Indian Creek diver Taylor a rising star

 

Two months ago, it wasn’t entirely clear that Ella Taylor was even the best diver on her team. This weekend, she’s looking to prove she’s one of the best in the state.

The Indian Creek freshman has enjoyed a meteoric rise in recent weeks, going from relative afterthought — she finished fifth in an early December tri-meet against Greenwood and Whiteland — to a regional runner-up who heads into Saturday’s state meet as one of the top seeds.

Taylor is the first girl from Indian Creek to qualify for the state diving finals since her mother Kate, now the Braves’ coach, did so in 1993.

"Things have changed so much with diving, and I’m learning along with her," Kate Taylor said. "She is a much more talented diver than I ever was, so as a mom/coach, it’s just been really fun to watch her decide she was going to reach hard for these goals and achieve them."

And, by any means necessary, that’s exactly what Ella Taylor has done. Since the start of the season, when she struggled mightily in a November meet at Mooresville — "I didn’t even have a back 1 1/2," she said — the ninth-grader has added six new dives to her repertoire, giving her the ability to compete with the top divers in the state.

Ella’s score of 434.05 at Tuesday’s Jasper Regional was the eighth-highest mark posted at any of the four regional sites, meaning that the rookie has a good shot to make it onto the awards podium at the IU Natatorium.

Not bad for someone so relatively new to the sport that she wasn’t even familiar with the venue until recently.

"I didn’t even know what the Nat was until a couple of days ago," Ella Taylor said. "Everybody was like, ‘You know, the Nat,’ and I was like, ‘I don’t.’"

Once she pieced it together and realized that the pool has played host to several Olympic trials and other major championship meets, the nerves started to kick in a little bit. Fortunately, her mother has been on that stage before and has been able to provide some guidance.

"She’s like, ‘What are the boards like, Mom?’" Kate Taylor shared. "And I said, ‘They’re like butter, and the water is 95 degrees, and it’s just so fun to be there and experience it."

Getting to this point didn’t seem all that likely for Ella even just a few short weeks ago. She made her first foray onto the board as a sixth-grader and says she didn’t even like it that much at first — but friend and current teammate Mia Greene convinced her to stick it out for another year, and at that point, Taylor says, "it just kind of picked up for me and I’ve loved it ever since."

The struggles she went through earlier this season only strengthened her resolve to improve. When Ella would bomb a dive, she didn’t try to forget it and move on; she used it as motivation to master that dive and the next one as well.

"Her mental toughness is one of the things I’m most proud of," Kate Taylor said. "She had one dive (at the regional), her fourth-round dive, that she’d really like back, and she came back her fifth round and did the best inward 1 1/2 of her life — and that is the kind of mental toughness that you need to be successful at the top level."

That toughness should serve Ella well this weekend, when the pressure will be the most intense she’s faced in her young diving career. Even without any fans in attendance, the Nat can be intimidating, but Taylor has reached every other seemingly unreachable goal she’s set for herself this season.

She’s got one more in mind.

"I can’t let down my guard just because I made it to state," she said. "My goal is to make it to the last round so I’m a state finalist."

That would be a pretty good way to end a season that feels like it’s just the start of something bigger.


# TASK ITEM
Your task is to tally the lines of the listing containing the word "ylabel" and report the figure alone.

======== STUDY MATERIAL

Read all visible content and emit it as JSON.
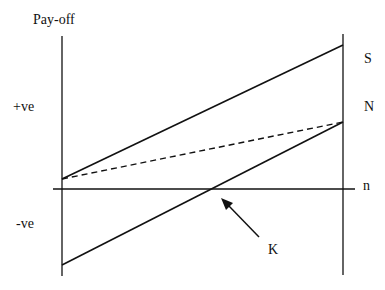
{
  "diagram": {
    "y_axis_label": "Pay-off",
    "positive_label": "+ve",
    "negative_label": "-ve",
    "x_axis_end_label": "n",
    "line_labels": {
      "S": "S",
      "N": "N"
    },
    "annotation": "K",
    "colors": {
      "line": "#111111",
      "background": "#ffffff"
    }
  }
}
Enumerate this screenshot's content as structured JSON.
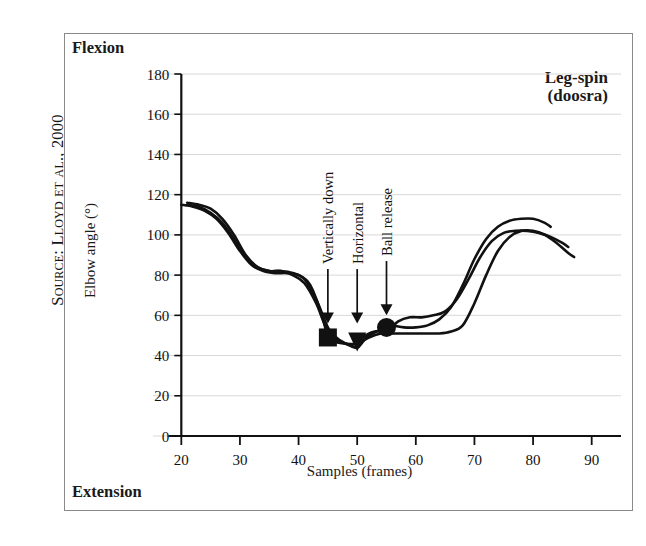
{
  "source_credit": "Source: Lloyd et al., 2000",
  "figure": {
    "title_line1": "Leg-spin",
    "title_line2": "(doosra)",
    "top_corner_label": "Flexion",
    "bottom_corner_label": "Extension"
  },
  "chart_data": {
    "type": "line",
    "title": "Leg-spin (doosra)",
    "xlabel": "Samples (frames)",
    "ylabel": "Elbow angle (°)",
    "xlim": [
      15,
      95
    ],
    "ylim": [
      0,
      180
    ],
    "xticks": [
      20,
      30,
      40,
      50,
      60,
      70,
      80,
      90
    ],
    "yticks": [
      0,
      20,
      40,
      60,
      80,
      100,
      120,
      140,
      160,
      180
    ],
    "xticklabels": [
      "20",
      "30",
      "40",
      "50",
      "60",
      "70",
      "80",
      "90"
    ],
    "yticklabels": [
      "0",
      "20",
      "40",
      "60",
      "80",
      "100",
      "120",
      "140",
      "160",
      "180"
    ],
    "grid": "horizontal",
    "legend": "none",
    "axis_direction_note": {
      "top": "Flexion",
      "bottom": "Extension"
    },
    "series": [
      {
        "name": "trial-1",
        "x": [
          20,
          22,
          24,
          26,
          28,
          30,
          32,
          34,
          36,
          38,
          40,
          42,
          44,
          45,
          46,
          48,
          50,
          52,
          54,
          55,
          56,
          58,
          60,
          62,
          64,
          66,
          68,
          70,
          72,
          74,
          76,
          78,
          80,
          82,
          84,
          86,
          87
        ],
        "y": [
          115,
          114,
          112,
          108,
          101,
          92,
          85,
          82,
          81,
          81,
          80,
          75,
          60,
          49,
          47,
          46,
          46,
          49,
          51,
          51,
          51,
          51,
          51,
          51,
          51,
          52,
          55,
          66,
          80,
          92,
          99,
          102,
          102,
          100,
          96,
          91,
          89
        ]
      },
      {
        "name": "trial-2",
        "x": [
          21,
          23,
          25,
          27,
          29,
          31,
          33,
          35,
          37,
          39,
          41,
          43,
          45,
          46,
          48,
          50,
          51,
          52,
          54,
          55,
          56,
          58,
          60,
          62,
          64,
          66,
          68,
          70,
          72,
          74,
          76,
          78,
          80,
          82,
          83
        ],
        "y": [
          116,
          115,
          113,
          108,
          100,
          90,
          84,
          82,
          82,
          81,
          78,
          68,
          54,
          50,
          46,
          44,
          47,
          50,
          53,
          55,
          55,
          54,
          54,
          55,
          58,
          64,
          75,
          88,
          98,
          104,
          107,
          108,
          108,
          106,
          104
        ]
      },
      {
        "name": "trial-3",
        "x": [
          21,
          23,
          25,
          27,
          29,
          31,
          33,
          35,
          37,
          39,
          41,
          43,
          45,
          47,
          49,
          50,
          51,
          53,
          55,
          57,
          59,
          61,
          63,
          65,
          67,
          69,
          71,
          73,
          75,
          77,
          79,
          81,
          83,
          85,
          86
        ],
        "y": [
          115,
          114,
          111,
          106,
          98,
          89,
          84,
          82,
          82,
          80,
          76,
          66,
          52,
          47,
          45,
          44,
          49,
          52,
          52,
          57,
          59,
          59,
          60,
          62,
          68,
          78,
          89,
          97,
          101,
          102,
          102,
          101,
          99,
          96,
          94
        ]
      }
    ],
    "markers": [
      {
        "label": "Vertically down",
        "shape": "square",
        "x": 45,
        "y": 49
      },
      {
        "label": "Horizontal",
        "shape": "triangle",
        "x": 50,
        "y": 47
      },
      {
        "label": "Ball release",
        "shape": "circle",
        "x": 55,
        "y": 54
      }
    ],
    "annotations": [
      {
        "text": "Vertically down",
        "arrow_x": 45,
        "arrow_tip_y": 56,
        "rotation": -90
      },
      {
        "text": "Horizontal",
        "arrow_x": 50,
        "arrow_tip_y": 56,
        "rotation": -90
      },
      {
        "text": "Ball release",
        "arrow_x": 55,
        "arrow_tip_y": 60,
        "rotation": -90
      }
    ],
    "colors": {
      "line": "#111111",
      "grid": "#d8d8d8",
      "axis": "#111111",
      "frame": "#8a8a8a"
    }
  }
}
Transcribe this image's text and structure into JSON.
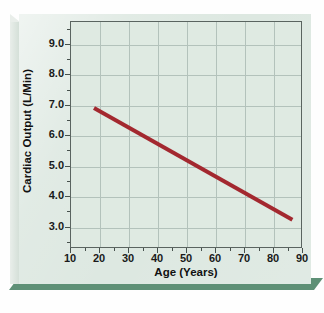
{
  "figure": {
    "name": "cardiac-output-vs-age",
    "card_background": "#dde8e1",
    "card_shadow": "#5e9076",
    "plot_background": "#dfeae2",
    "frame_color": "#5a6460",
    "grid_color": "#b3c2bb"
  },
  "chart_data": {
    "type": "line",
    "title": "",
    "xlabel": "Age (Years)",
    "ylabel": "Cardiac Output (L/Min)",
    "xlim": [
      10,
      90
    ],
    "ylim": [
      2.3,
      9.75
    ],
    "grid": true,
    "legend": null,
    "xticks": [
      10,
      20,
      30,
      40,
      50,
      60,
      70,
      80,
      90
    ],
    "xtick_labels": [
      "10",
      "20",
      "30",
      "40",
      "50",
      "60",
      "70",
      "80",
      "90"
    ],
    "yticks": [
      3.0,
      4.0,
      5.0,
      6.0,
      7.0,
      8.0,
      9.0
    ],
    "ytick_labels": [
      "3.0",
      "4.0",
      "5.0",
      "6.0",
      "7.0",
      "8.0",
      "9.0"
    ],
    "x_minor_step": 5,
    "y_minor_step": 0.5,
    "series": [
      {
        "name": "cardiac-output",
        "color": "#a3282f",
        "line_width": 4,
        "x": [
          18,
          87
        ],
        "values": [
          6.9,
          3.2
        ]
      }
    ]
  }
}
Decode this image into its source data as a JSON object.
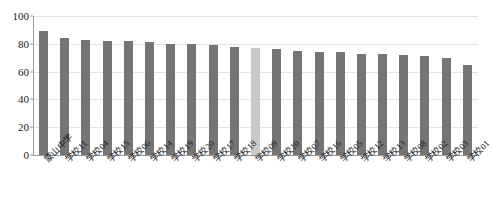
{
  "chart_data": {
    "type": "bar",
    "title": "",
    "xlabel": "",
    "ylabel": "",
    "ylim": [
      0,
      100
    ],
    "yticks": [
      0,
      20,
      40,
      60,
      80,
      100
    ],
    "grid": true,
    "legend": false,
    "bar_color": "#757575",
    "highlight_color": "#c9c9c9",
    "highlight_index": 10,
    "categories": [
      "蒙山中学",
      "学校11",
      "学校04",
      "学校15",
      "学校06",
      "学校14",
      "学校19",
      "学校20",
      "学校17",
      "学校18",
      "学校09",
      "学校10",
      "学校07",
      "学校16",
      "学校05",
      "学校12",
      "学校13",
      "学校08",
      "学校02",
      "学校03",
      "学校01"
    ],
    "values": [
      89,
      84,
      83,
      82,
      82,
      81,
      80,
      80,
      79,
      78,
      77,
      76,
      75,
      74,
      74,
      73,
      73,
      72,
      71,
      70,
      65
    ]
  }
}
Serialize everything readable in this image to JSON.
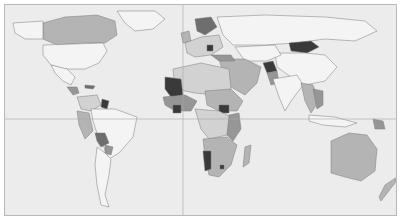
{
  "map": {
    "type": "choropleth",
    "projection": "equirectangular-like",
    "background_color": "#ececec",
    "border_color": "#7a7a7a",
    "palette": {
      "none": "#f4f4f4",
      "light": "#d2d2d2",
      "medium_light": "#b4b4b4",
      "medium": "#969696",
      "medium_dark": "#6e6e6e",
      "dark": "#3a3a3a"
    },
    "gridlines": {
      "equator_y": 114,
      "meridian_x": 178
    },
    "regions": [
      {
        "name": "Canada",
        "shade": "medium_light",
        "d": "M38,18 L60,12 L92,10 L110,16 L112,30 L100,38 L78,38 L52,40 L38,34 Z"
      },
      {
        "name": "Alaska",
        "shade": "none",
        "d": "M8,18 L38,16 L38,34 L20,34 L10,28 Z"
      },
      {
        "name": "Greenland",
        "shade": "none",
        "d": "M112,6 L150,6 L160,14 L148,24 L130,26 L120,18 Z"
      },
      {
        "name": "United States",
        "shade": "none",
        "d": "M38,40 L98,38 L102,46 L94,58 L80,64 L60,64 L46,60 L38,50 Z"
      },
      {
        "name": "Mexico",
        "shade": "none",
        "d": "M46,60 L62,64 L70,72 L66,80 L58,76 L50,68 Z"
      },
      {
        "name": "Central America",
        "shade": "medium",
        "d": "M62,82 L72,82 L74,88 L68,90 Z"
      },
      {
        "name": "Cuba/Caribbean",
        "shade": "medium_dark",
        "d": "M80,80 L90,81 L88,84 L80,83 Z"
      },
      {
        "name": "Colombia/Venezuela",
        "shade": "light",
        "d": "M72,92 L92,90 L96,100 L86,106 L76,104 Z"
      },
      {
        "name": "Guyana",
        "shade": "dark",
        "d": "M97,94 L104,96 L102,104 L96,102 Z"
      },
      {
        "name": "Peru/Ecuador",
        "shade": "medium_light",
        "d": "M72,106 L84,108 L88,126 L80,134 L74,120 Z"
      },
      {
        "name": "Brazil",
        "shade": "none",
        "d": "M86,104 L110,104 L132,112 L128,132 L114,148 L104,154 L98,140 L92,128 L88,116 Z"
      },
      {
        "name": "Bolivia",
        "shade": "medium_dark",
        "d": "M90,128 L100,128 L104,138 L96,142 L92,136 Z"
      },
      {
        "name": "Paraguay",
        "shade": "medium",
        "d": "M100,140 L108,142 L106,150 L100,148 Z"
      },
      {
        "name": "Argentina/Chile",
        "shade": "none",
        "d": "M92,142 L100,148 L106,154 L104,170 L100,190 L104,202 L96,200 L92,180 L90,160 Z"
      },
      {
        "name": "UK/Western Europe",
        "shade": "medium_light",
        "d": "M176,28 L184,26 L186,36 L178,38 Z"
      },
      {
        "name": "Scandinavia",
        "shade": "medium_dark",
        "d": "M190,14 L206,12 L212,22 L200,30 L192,26 Z"
      },
      {
        "name": "Europe",
        "shade": "light",
        "d": "M180,38 L196,32 L214,30 L218,42 L206,50 L190,52 L182,48 Z"
      },
      {
        "name": "Balkans",
        "shade": "dark",
        "d": "M202,40 L208,40 L208,46 L202,46 Z"
      },
      {
        "name": "Russia",
        "shade": "none",
        "d": "M212,12 L260,10 L320,12 L360,16 L372,26 L350,36 L320,34 L290,38 L260,40 L228,40 L218,30 Z"
      },
      {
        "name": "Mongolia",
        "shade": "dark",
        "d": "M284,38 L306,36 L314,42 L302,48 L286,46 Z"
      },
      {
        "name": "China",
        "shade": "none",
        "d": "M270,48 L300,48 L320,50 L332,62 L320,76 L300,80 L286,72 L272,62 Z"
      },
      {
        "name": "Kazakhstan/Central Asia",
        "shade": "none",
        "d": "M230,42 L270,40 L276,50 L262,56 L240,56 Z"
      },
      {
        "name": "Afghanistan",
        "shade": "dark",
        "d": "M258,58 L268,56 L272,66 L262,68 Z"
      },
      {
        "name": "Pakistan",
        "shade": "medium",
        "d": "M262,68 L272,66 L274,78 L266,80 Z"
      },
      {
        "name": "Middle East",
        "shade": "medium_light",
        "d": "M214,54 L240,54 L256,62 L252,78 L240,90 L226,82 L218,68 Z"
      },
      {
        "name": "Turkey/Caucasus",
        "shade": "medium",
        "d": "M206,50 L226,50 L230,56 L214,56 Z"
      },
      {
        "name": "India",
        "shade": "none",
        "d": "M268,74 L292,70 L298,80 L286,96 L280,106 L274,92 Z"
      },
      {
        "name": "Myanmar/SE Asia",
        "shade": "medium_light",
        "d": "M296,78 L308,80 L314,96 L306,108 L300,96 Z"
      },
      {
        "name": "Indochina",
        "shade": "medium",
        "d": "M308,84 L318,86 L318,100 L312,104 Z"
      },
      {
        "name": "Indonesia",
        "shade": "none",
        "d": "M304,110 L330,112 L352,118 L340,122 L318,120 L304,116 Z"
      },
      {
        "name": "Papua New Guinea",
        "shade": "medium",
        "d": "M368,114 L378,116 L380,124 L370,124 Z"
      },
      {
        "name": "Australia",
        "shade": "medium_light",
        "d": "M326,136 L344,128 L362,130 L372,144 L370,166 L356,176 L340,172 L326,168 L326,150 Z"
      },
      {
        "name": "New Zealand",
        "shade": "medium_light",
        "d": "M380,180 L392,172 L390,178 L376,196 L374,192 Z"
      },
      {
        "name": "North Africa",
        "shade": "light",
        "d": "M168,64 L196,58 L224,64 L226,84 L210,90 L190,88 L170,84 Z"
      },
      {
        "name": "Mauritania/Mali",
        "shade": "dark",
        "d": "M160,72 L176,74 L178,90 L166,92 L160,84 Z"
      },
      {
        "name": "West Africa",
        "shade": "medium",
        "d": "M158,92 L180,90 L192,96 L186,106 L170,106 L160,100 Z"
      },
      {
        "name": "Sierra Leone/Liberia",
        "shade": "dark",
        "d": "M168,100 L176,100 L176,108 L168,108 Z"
      },
      {
        "name": "Sudan/Horn",
        "shade": "medium_light",
        "d": "M200,86 L226,84 L238,96 L232,106 L214,106 L202,100 Z"
      },
      {
        "name": "South Sudan",
        "shade": "dark",
        "d": "M214,100 L224,100 L224,108 L214,108 Z"
      },
      {
        "name": "Central Africa",
        "shade": "light",
        "d": "M190,104 L214,106 L226,112 L222,130 L204,134 L196,124 Z"
      },
      {
        "name": "East Africa",
        "shade": "medium",
        "d": "M224,110 L234,108 L236,124 L228,136 L222,130 Z"
      },
      {
        "name": "Southern Africa",
        "shade": "medium_light",
        "d": "M198,134 L222,132 L232,140 L226,160 L214,172 L204,170 L200,152 Z"
      },
      {
        "name": "Namibia",
        "shade": "dark",
        "d": "M198,146 L206,146 L206,164 L200,166 Z"
      },
      {
        "name": "Lesotho",
        "shade": "dark",
        "d": "M215,160 L219,160 L219,164 L215,164 Z"
      },
      {
        "name": "Madagascar",
        "shade": "medium_light",
        "d": "M240,142 L246,140 L244,158 L238,162 Z"
      }
    ]
  }
}
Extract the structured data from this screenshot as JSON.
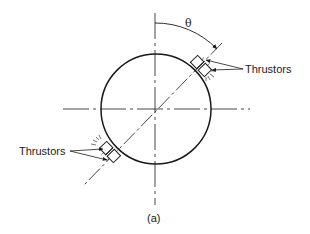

================

# ANSWER SPACE
3